For those who hear (their other) voices

by SixofNine 4 Replies latest jw friends

  • SixofNine
    SixofNine

    ATHENS, Ohio — She was gone for good, and no amount of meditation could resolve the grief, even out here in the deep quiet of the woods.

    Milt Greek pushed to his feet. It was Mother’s Day 2006, not long after his mother’s funeral, and he headed back home knowing that he needed help. A change in the medication for his schizophrenia, for sure. A change in focus, too; time with his family, to forget himself.

    And, oh yes, he had to act on an urge expressed in his psychotic delusions: to save the world.

    So after cleaning the yard around his house — a big job, a gift to his wife — in the coming days he sat down and wrote a letter to the editor of the local newspaper, supporting a noise-pollution ordinance.

    http://www.nytimes.com/2011/11/26/health/man-uses-his-schizophrenia-to-gather-clues-for-daily-living.html?_r=1&nl=todaysheadlines&emc=tha3

  • Band on the Run
    Band on the Run

    I read in the NYT that America had exported the medical model of schizophrenia too well. Schizoprhenics were integrated into communities in China. It was not a disability. I know some rare patients who are college profs. Very functional. And the homeless mentally ill show the other spectrum.

    I keep reading about it and not understanding it. My physical illness was an orphan illness so I had to stand up to doctors when I wanted to play little girl and just listen to orders. I would love to hear how patients perceive their illness. They are the ones with the experience; not the medical staff.

  • soft+gentle
    soft+gentle

    nice article - enjoyed reading that

    I don't know about schizophrenia but there is a trend here in the uk amongst family doctors to treat depressed patients holistically. Medications are adjusted to suit the patient and cognitive behavioural therapy is prescribed alongside. An holistic family doctor recommended to a friend of mine that she take her antidepressants every other day and said that another of her patients takes hers every four days - they are told that if their mood drops to take their tablets more often until the mood passes and then go back to taking them every other day/every four days respectively. These patients had been very sensitive to their tablets and had been experiencing horrible side effects when they took their tablets every day. Also they are closely monitored by their doctor who is willing to put herself out to see them more often than usual.

  • sizemik
    sizemik

    I found the story incredibly inspiring. What this guy has managed to achieve, is of Everest proportions.

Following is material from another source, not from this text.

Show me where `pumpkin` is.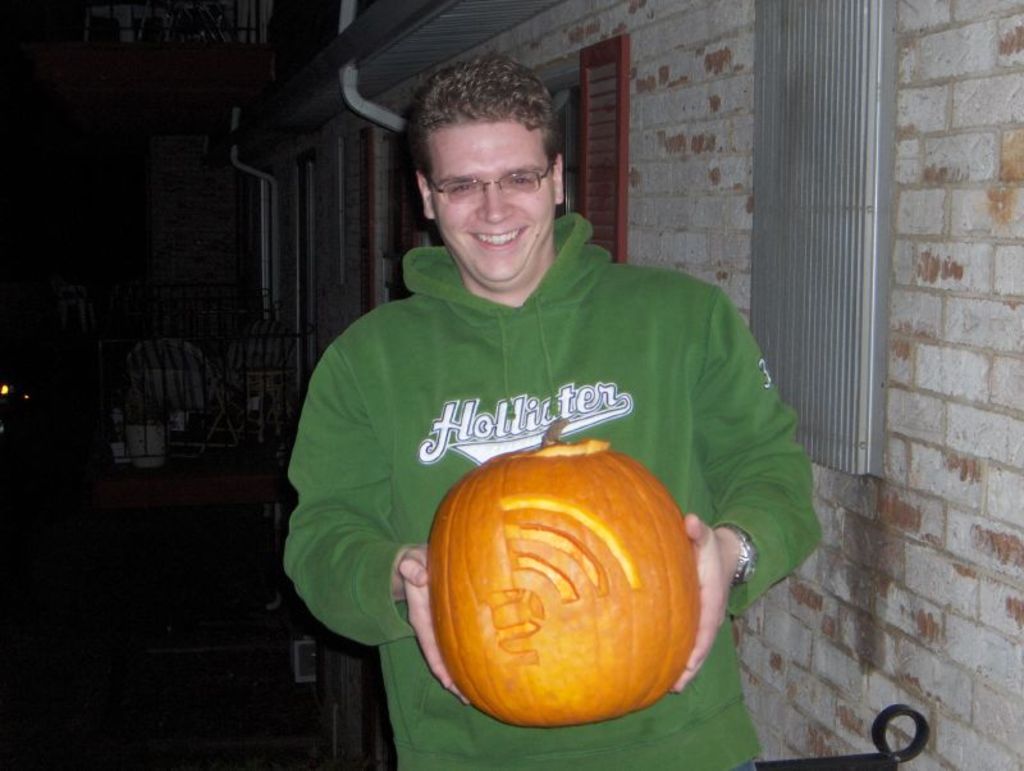
`pumpkin` is at 419,433,712,736.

    I took a home BS with a schizophrenic guy. Fine man, he died of H/A at 43. He was very intelligent and was able to explain his illness to me in great detail. It was really crazy stuff. Every day took all his effort to get through. I feel very grateful having known him now. He was a kind and humble man, but well read.

    It pains me that mental illness is so poorly understood. I'm a long time prison volunteer/visitor and see large numbers of people more ill than dangerous. Incarceration with inadequate treatment makes many of them just more ill and crushes anything they've got left. That's called a lose-lose situation. I visit one guy just to try and keep him alive until the next week. Sometimes he almost convinces me it's not worth it.

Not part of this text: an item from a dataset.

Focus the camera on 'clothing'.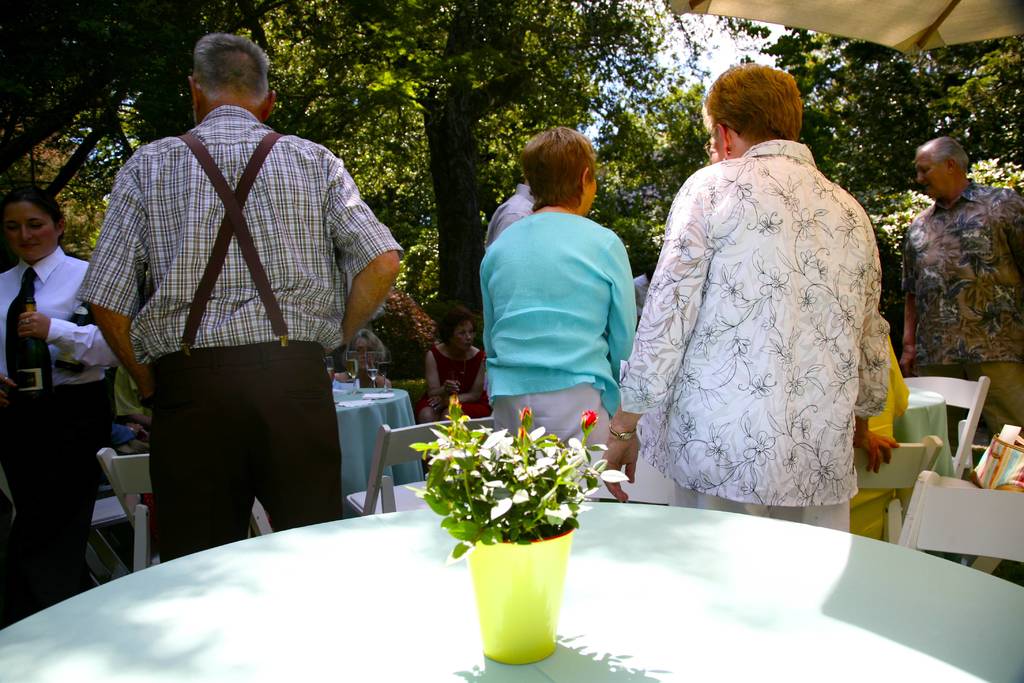
Focus region: <box>932,340,1023,484</box>.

    Mr Greek and his wife have my admiration.

  • Band on the Run
    Band on the Run

    OMG. I volunteered for a disabled rights group. The movement to shut the large warehouse hospitals, snake pits, down backfired b/c few resources were available in the community. The driving force was to save government money. Incarceration replaced those hopsitals. The number of actively mentally ill patients in prison settings is simply stunning. Often they cannot conform their actions to the prison rules. They are not defiant but lack the brain function to do so. They are still tazed and otherwise punished for minor infractions. Well, the number of black males in the outside population and in prison is so disproportionate.

    The pc term now is mental health consumer. It gives them more dignity and keeps the focus away from disease.

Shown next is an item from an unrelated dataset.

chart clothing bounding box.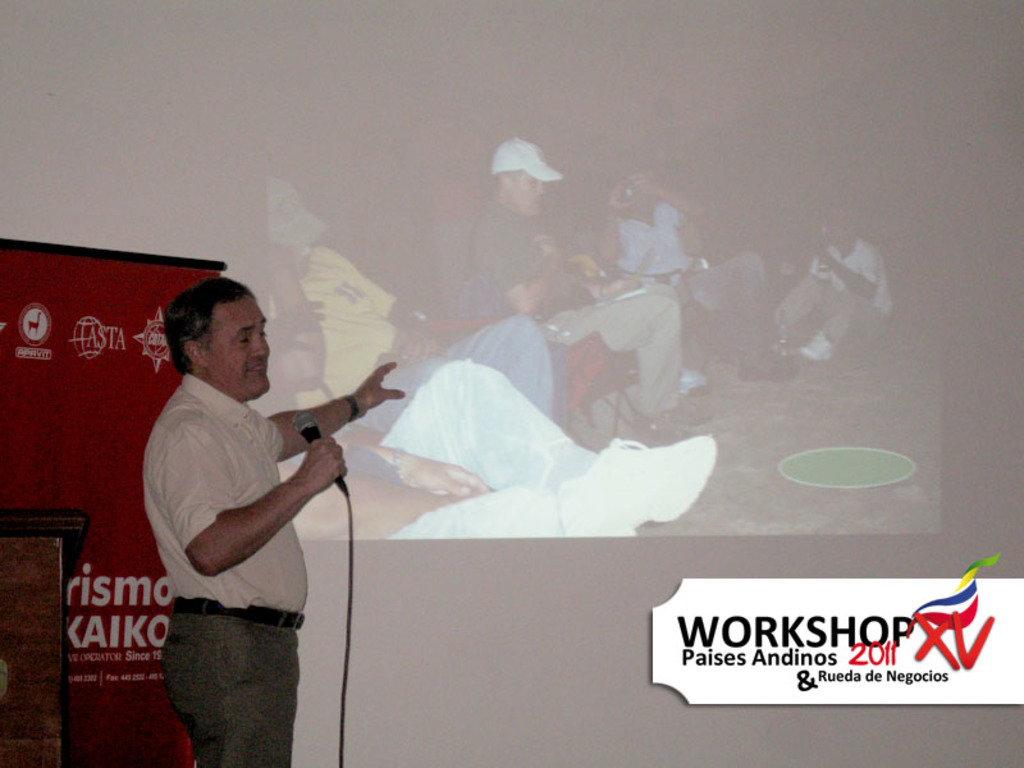
Charted: locate(238, 214, 570, 492).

    I grew up in the NY area. There were always homelesss around the shelters in the Bowery. When I first had my own apartment, Manhattan resembled Calcutta. Mattresses were strewn all over the street. I had to run a gauntlet. People grabbed me, insisting on cash. I refused so I would buy them food. Go into the food place with them. It infuriated them. They became violent. My neighborhood was basically white artists and ethnic whites. There would be 30-50 rif raf waiting for open drug deliveries. Guiliani removed them from Manhattan but I don't believe he found them homes. The sad thing is that I don't think the mentally ill homeless could maintain a home if they had one.